His dislike for the man prompted James. “Hold your tongue, Bellows! Very well.” He pursed his lips and spat the word out: “Atlantis.”

“Described by Plato and Francis Bacon.” Bellows’s grin massed wrinkles on the sides of his face.

“And Mr. Jules Verne,” Avery interjected.

James shot him a scornful look. “Myth. What we have discovered today is fact.”

“And this word?” Bellows asked.

“An intentional mistranslation. Besides, the word doesn’t refer to our city as Atlantis; ‘Ensi-ka’ distinctly refers to another location. What we have here is a mere colony of a greater polis, which we can, for the sake of childish amusement, refer to as ‘Atlantis’ for the nonce. But our city is a stunning find in its own right.” James mused. “Which reminds me, it lacks a name.”

“Crocodopolis!” Avery shouted.

James and Bellows looked at him in surprise. “What?” Avery said. “I went to Eton, too.”

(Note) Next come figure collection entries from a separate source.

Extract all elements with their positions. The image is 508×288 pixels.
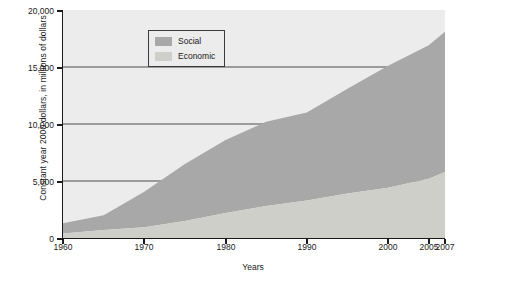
chart-legend: Social Economic xyxy=(148,30,225,67)
legend-item-social: Social xyxy=(155,36,215,46)
x-tick-label-2007: 2007 xyxy=(425,242,465,252)
y-axis-title: Constant year 2000 dollars, in millions … xyxy=(38,0,48,223)
x-tick-label-1970: 1970 xyxy=(124,242,164,252)
legend-item-economic: Economic xyxy=(155,51,215,61)
x-tick-label-1980: 1980 xyxy=(206,242,246,252)
x-tick-label-2000: 2000 xyxy=(368,242,408,252)
x-tick-label-1960: 1960 xyxy=(43,242,83,252)
stacked-area-plot xyxy=(63,10,445,238)
y-tick-label-20000: 20,000 xyxy=(2,6,54,16)
legend-swatch-economic xyxy=(155,52,172,61)
y-tick-label-15000: 15,000 xyxy=(2,63,54,73)
legend-label-social: Social xyxy=(178,36,201,46)
x-axis-title: Years xyxy=(62,262,444,272)
legend-label-economic: Economic xyxy=(178,51,215,61)
legend-swatch-social xyxy=(155,37,172,46)
x-tick-label-1990: 1990 xyxy=(287,242,327,252)
plot-area: Social Economic xyxy=(62,10,445,239)
chart-container: Constant year 2000 dollars, in millions … xyxy=(0,0,508,288)
y-tick-label-5000: 5,000 xyxy=(2,177,54,187)
y-tick-label-10000: 10,000 xyxy=(2,120,54,130)
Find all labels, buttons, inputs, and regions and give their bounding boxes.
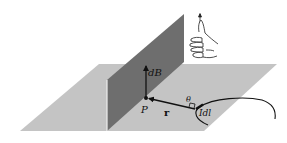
idl-label: Idl xyxy=(199,109,211,118)
theta-label: θ xyxy=(186,96,191,104)
db-label: dB xyxy=(148,68,162,78)
r-label: r xyxy=(164,108,169,118)
field-point-dot xyxy=(144,96,148,100)
biot-savart-diagram xyxy=(0,0,287,143)
right-hand-thumb-up-icon xyxy=(190,14,218,58)
p-label: P xyxy=(141,105,148,115)
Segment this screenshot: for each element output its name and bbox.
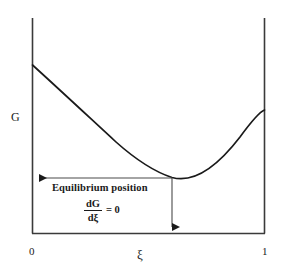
figure-container: G ξ 0 1 Equilibrium position dG dξ = 0 — [0, 0, 285, 279]
fraction-bar — [84, 210, 102, 211]
gibbs-energy-curve — [33, 65, 265, 179]
derivative-condition-annotation: dG dξ = 0 — [84, 198, 120, 223]
derivative-fraction: dG dξ — [84, 198, 102, 223]
equilibrium-position-label: Equilibrium position — [52, 183, 148, 194]
gibbs-energy-plot — [0, 0, 285, 279]
y-axis-label: G — [11, 111, 20, 123]
x-tick-label-1: 1 — [262, 246, 268, 257]
x-axis-label: ξ — [137, 248, 143, 261]
x-tick-label-0: 0 — [29, 246, 35, 257]
derivative-numerator: dG — [84, 198, 102, 209]
derivative-denominator: dξ — [86, 212, 101, 223]
derivative-equals-zero: = 0 — [106, 205, 120, 216]
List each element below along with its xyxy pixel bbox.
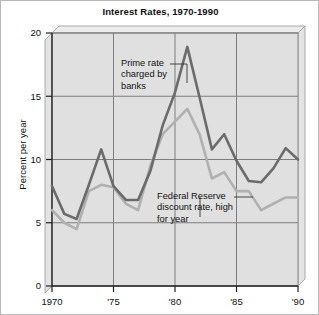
y-tick-label-15: 15 (19, 91, 41, 102)
annotation-fed-line1: Federal Reserve (157, 191, 233, 202)
y-tick-label-0: 0 (19, 280, 41, 291)
panel-3d-left (45, 33, 52, 293)
chart-plot-svg (1, 1, 319, 315)
annotation-prime-line1: Prime rate (121, 58, 167, 69)
annotation-fed-line2: discount rate, high (157, 202, 233, 213)
panel-3d-top (52, 26, 305, 33)
x-tick-label-1975: '75 (99, 296, 129, 307)
x-tick-label-1985: '85 (222, 296, 252, 307)
x-tick-label-1990: '90 (283, 296, 313, 307)
annotation-prime-rate: Prime rate charged by banks (121, 58, 167, 92)
annotation-prime-line2: charged by (121, 69, 167, 80)
annotation-prime-line3: banks (121, 81, 167, 92)
x-tick-label-1980: '80 (160, 296, 190, 307)
y-tick-label-20: 20 (19, 27, 41, 38)
y-tick-label-5: 5 (19, 217, 41, 228)
panel-3d-right (298, 26, 305, 286)
y-tick-label-10: 10 (19, 154, 41, 165)
chart-figure: Interest Rates, 1970-1990 (0, 0, 319, 315)
annotation-fed-discount-rate: Federal Reserve discount rate, high for … (157, 191, 233, 225)
x-tick-marks (52, 286, 298, 292)
annotation-fed-line3: for year (157, 214, 233, 225)
x-tick-label-1970: 1970 (34, 296, 70, 307)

They drank to the new name, finished the bottle, and opened another one. “Of course,” Bellows said, his nose rosy, “the RGS will want physical artefacts in addition to your photographs and notes. But you look well on your way to a Fellowship, lad. Maybe one day you’ll even make Chartered Geographer, like myself.”

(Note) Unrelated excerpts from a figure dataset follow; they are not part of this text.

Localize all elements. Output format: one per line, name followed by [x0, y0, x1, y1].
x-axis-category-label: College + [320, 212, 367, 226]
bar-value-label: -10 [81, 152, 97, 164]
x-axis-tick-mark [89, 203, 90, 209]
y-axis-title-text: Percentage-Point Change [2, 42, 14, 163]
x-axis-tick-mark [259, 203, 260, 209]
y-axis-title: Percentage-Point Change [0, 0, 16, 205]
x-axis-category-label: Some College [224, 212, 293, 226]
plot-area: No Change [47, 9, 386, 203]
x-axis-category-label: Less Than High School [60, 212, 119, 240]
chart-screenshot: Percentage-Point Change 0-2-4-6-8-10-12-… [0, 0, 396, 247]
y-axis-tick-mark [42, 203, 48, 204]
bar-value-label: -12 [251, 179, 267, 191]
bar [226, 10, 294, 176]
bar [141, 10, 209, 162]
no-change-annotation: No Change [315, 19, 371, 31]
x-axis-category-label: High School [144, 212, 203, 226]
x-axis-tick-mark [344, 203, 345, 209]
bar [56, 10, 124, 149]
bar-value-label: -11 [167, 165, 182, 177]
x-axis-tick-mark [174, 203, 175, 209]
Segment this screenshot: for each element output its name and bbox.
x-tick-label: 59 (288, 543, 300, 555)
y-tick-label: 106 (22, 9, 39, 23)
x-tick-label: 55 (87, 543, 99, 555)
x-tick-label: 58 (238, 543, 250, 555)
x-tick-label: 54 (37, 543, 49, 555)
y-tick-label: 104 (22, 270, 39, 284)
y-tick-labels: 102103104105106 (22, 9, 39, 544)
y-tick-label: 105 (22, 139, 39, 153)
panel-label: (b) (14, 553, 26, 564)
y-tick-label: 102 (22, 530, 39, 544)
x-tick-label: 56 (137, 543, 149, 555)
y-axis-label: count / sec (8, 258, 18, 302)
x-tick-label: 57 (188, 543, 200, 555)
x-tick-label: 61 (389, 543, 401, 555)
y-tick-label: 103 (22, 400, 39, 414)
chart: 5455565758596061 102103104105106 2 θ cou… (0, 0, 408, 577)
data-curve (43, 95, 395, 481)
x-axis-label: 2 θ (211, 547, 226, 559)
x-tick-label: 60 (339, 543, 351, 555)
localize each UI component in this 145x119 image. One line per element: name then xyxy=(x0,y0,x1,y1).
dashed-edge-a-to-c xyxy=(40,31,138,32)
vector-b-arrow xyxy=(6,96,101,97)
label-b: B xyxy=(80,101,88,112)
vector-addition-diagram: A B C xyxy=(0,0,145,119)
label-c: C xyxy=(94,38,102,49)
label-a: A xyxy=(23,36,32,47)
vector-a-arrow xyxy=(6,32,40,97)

“Your explorations of Abyssinia are noteworthy,” James said. “What a country, back in the earlies!”

“Aye. Took a spear through the jaw and two arrows through the arm,” Bellows said. “I earned my Chartership. But it’s much harder for you boys. There are precious few dark corners left on this Earth. With your inventions, Mr. Blankenship, we’ll plumb the oceans, and then what will there be to discover?”

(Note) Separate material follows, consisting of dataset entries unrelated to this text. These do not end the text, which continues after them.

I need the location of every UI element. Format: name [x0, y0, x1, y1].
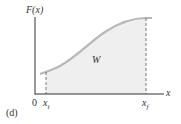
xf-label: xf — [142, 98, 148, 111]
origin-label: 0 — [32, 98, 37, 108]
panel-label: (d) — [6, 108, 18, 118]
x-axis-label: x — [166, 88, 170, 98]
area-label-w: W — [92, 55, 100, 65]
xi-label: xi — [43, 98, 49, 111]
y-axis-label: F(x) — [26, 5, 43, 15]
work-diagram — [0, 0, 181, 124]
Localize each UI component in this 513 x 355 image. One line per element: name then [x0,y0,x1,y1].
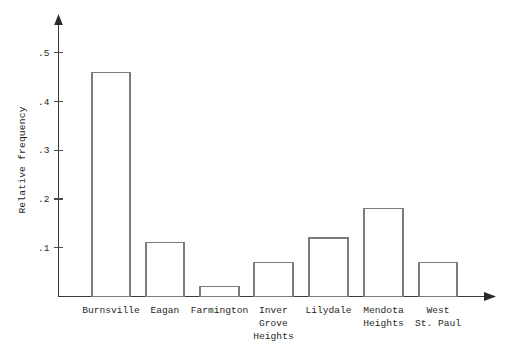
x-axis-category-labels: BurnsvilleEaganFarmingtonInverGroveHeigh… [82,305,461,342]
x-axis-category-label: Burnsville [82,305,140,316]
x-axis-category-label: Heights [363,318,403,329]
x-axis-arrow-icon [484,292,496,301]
y-axis-tick-label: .3 [38,145,50,156]
y-axis-title-group: Relative frequency [17,106,28,213]
x-axis-category-label: Heights [253,331,293,342]
bar [200,287,239,297]
y-axis-tick-label: .2 [38,194,50,205]
y-axis-tick-label: .1 [38,243,50,254]
x-axis-category-label: West [426,305,449,316]
y-axis-tick-label: .4 [38,97,50,108]
x-axis-category-label: Grove [259,318,288,329]
chart-canvas: .1.2.3.4.5 BurnsvilleEaganFarmingtonInve… [0,0,513,355]
bar [146,243,184,297]
bar [364,209,403,297]
y-axis-tick-label: .5 [38,48,50,59]
bar-chart: .1.2.3.4.5 BurnsvilleEaganFarmingtonInve… [0,0,513,355]
y-axis-ticks: .1.2.3.4.5 [38,48,63,254]
x-axis-category-label: Eagan [151,305,180,316]
bar [254,262,293,296]
bar [92,72,130,296]
bar [309,238,348,297]
x-axis-category-label: Inver [259,305,288,316]
x-axis-category-label: Mendota [363,305,404,316]
x-axis-category-label: Farmington [191,305,249,316]
bar [419,262,457,296]
y-axis-arrow-icon [54,14,63,25]
x-axis-category-label: Lilydale [305,305,351,316]
x-axis-category-label: St. Paul [415,318,461,329]
y-axis-title: Relative frequency [17,106,28,213]
bars [92,72,457,296]
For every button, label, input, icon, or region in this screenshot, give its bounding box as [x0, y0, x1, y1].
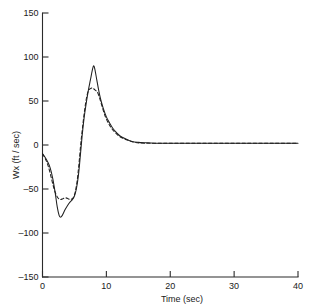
y-axis-title: Wx (ft / sec)	[11, 131, 21, 179]
x-tick-label: 20	[165, 281, 175, 291]
x-axis-title: Time (sec)	[161, 294, 203, 304]
x-tick-label: 10	[101, 281, 111, 291]
x-tick-label: 30	[229, 281, 239, 291]
chart-figure: –150–100–50050100150 010203040 Time (sec…	[0, 0, 311, 308]
y-tick-label: –150	[18, 272, 38, 282]
x-axis-ticks	[43, 271, 299, 277]
y-tick-label: 50	[28, 96, 38, 106]
y-tick-label: –50	[23, 184, 38, 194]
y-tick-label: –100	[18, 228, 38, 238]
y-tick-label: 150	[23, 8, 38, 18]
y-tick-label: 100	[23, 52, 38, 62]
x-tick-label: 40	[293, 281, 303, 291]
y-axis-ticks	[43, 13, 49, 277]
y-tick-label: 0	[33, 140, 38, 150]
x-tick-label: 0	[40, 281, 45, 291]
x-axis-tick-labels: 010203040	[40, 281, 303, 291]
line-chart: –150–100–50050100150 010203040 Time (sec…	[0, 0, 311, 308]
data-series-dashed	[43, 88, 299, 200]
y-axis-tick-labels: –150–100–50050100150	[18, 8, 38, 282]
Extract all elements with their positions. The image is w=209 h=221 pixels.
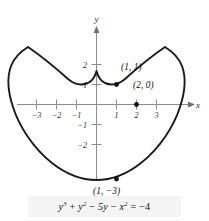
equation-rhs: −4 xyxy=(139,202,150,213)
y-axis-arrow xyxy=(94,26,100,33)
x-tick-label--1: −1 xyxy=(72,111,82,120)
x-tick-label-1: 1 xyxy=(114,111,118,120)
point-marker-1--3 xyxy=(114,177,119,182)
x-axis-label: x xyxy=(195,100,200,110)
point-marker-2-0 xyxy=(134,102,139,107)
equation-minus-2: − xyxy=(111,202,117,213)
equation-y2-exponent: 2 xyxy=(83,200,87,207)
equation-y3-exponent: 3 xyxy=(63,200,67,207)
y-tick-label--1: −1 xyxy=(77,121,87,130)
y-axis-label: y xyxy=(94,14,99,24)
equation-term-5y: 5y xyxy=(98,202,108,213)
point-label-2-0: (2, 0) xyxy=(133,80,154,90)
y-tick-label-2: 2 xyxy=(83,61,87,70)
equation-x2-exponent: 2 xyxy=(124,200,128,207)
x-tick-label--3: −3 xyxy=(32,111,42,120)
equation-minus-1: − xyxy=(89,202,95,213)
equation-caption-box: y3 + y2 − 5y − x2 = −4 xyxy=(28,196,181,217)
point-marker-1-1 xyxy=(114,82,119,87)
x-axis-arrow xyxy=(188,102,195,108)
y-tick-label--2: −2 xyxy=(77,141,87,150)
x-tick-label--2: −2 xyxy=(52,111,62,120)
equation-text: y3 + y2 − 5y − x2 = −4 xyxy=(59,200,151,212)
x-tick-label-2: 2 xyxy=(134,111,138,120)
equation-equals: = xyxy=(130,202,136,213)
graph-figure: −3 −2 −1 1 2 3 2 1 −1 −2 x y (1, 1) (2, … xyxy=(0,0,209,221)
x-tick-label-3: 3 xyxy=(153,111,158,120)
point-label-1-1: (1, 1) xyxy=(121,62,142,72)
equation-plus: + xyxy=(70,202,76,213)
point-label-1--3: (1, −3) xyxy=(93,186,120,196)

“I believe man will turn outward someday,” James said. “We will walk the surface of the moon and cold places beyond even that.”

“Nothing is safe,” Bellows said with a half-smile.

“What do you mean by that?” Avery asked.

Bellows turned a red-rimmed eye on him. “Nothing, boyo,” he said after a moment.

Screams interrupted their conversation. Avery was on his feet before the first cry faded, his Sharps in hand. “From the beach!”

He threw back the tent flap. Before him was a charnel scene. Crewmen, their own sailors and the hired Sudanese and Ethiopians alike, struggled with a huge reptile on the beach – Eustace. The croc had crawled from the water, and Avery could see how mammoth he really was. Avery had seen gunships smaller than Eustace. The crocodile shattered three tents with a sweep of his tail and knocked the gun-wielding men down like tenpins. Their rifles popped, flaring in the night, and sparks struck from his scales. Eustace croaked and lunged on a crewman; Avery recognized Larsen, leveling his rifle steadfastly even as the huge jaws came at him. He never fired the shot. Eustace’s jaws closed over him, clicked shut, and Larsen was gone.

“By Gad! He swallowed Larsen entire! Jim, have you any magic tricks up your sleeve? This beasty’s intent on gobbling us all!”

“I detest the word ‘magical’; it is anti-scientific and therefore anti-truth,” James grumbled. “Were we not just discussing the deleterious effects of superstition on the reasoning – ” He saw Eustace, and his eyes widened in fear. “By Herme’s perspiring buttocks! Run, Avery, that monster will devour us all!” James produced a gadget from his pocket, what looked like a fat pistol with copper wire coiled around the barrel. “Unless my magnox can check him. Prepare for positron perdition, Crocodylus niloticus ex!”

A blue bolt of electricity crawled along the coiling and sputtered out. James scowled at the useless weapon. “I am devising a theory concerning the operation of electrical equipment after prolonged submersion,” he said, quite calmly, and then Eustace was upon him.

“No!” Avery shouted, but the monstrous maw clacked shut. James was gone. “Now you’ve got a fight on your hands,” Avery growled, rolling up his sleeves. Eustace rushed at him; Avery saw a great black hole lined with white teeth, and he was in the cavernous mouth, then down the gullet, and he felt no more.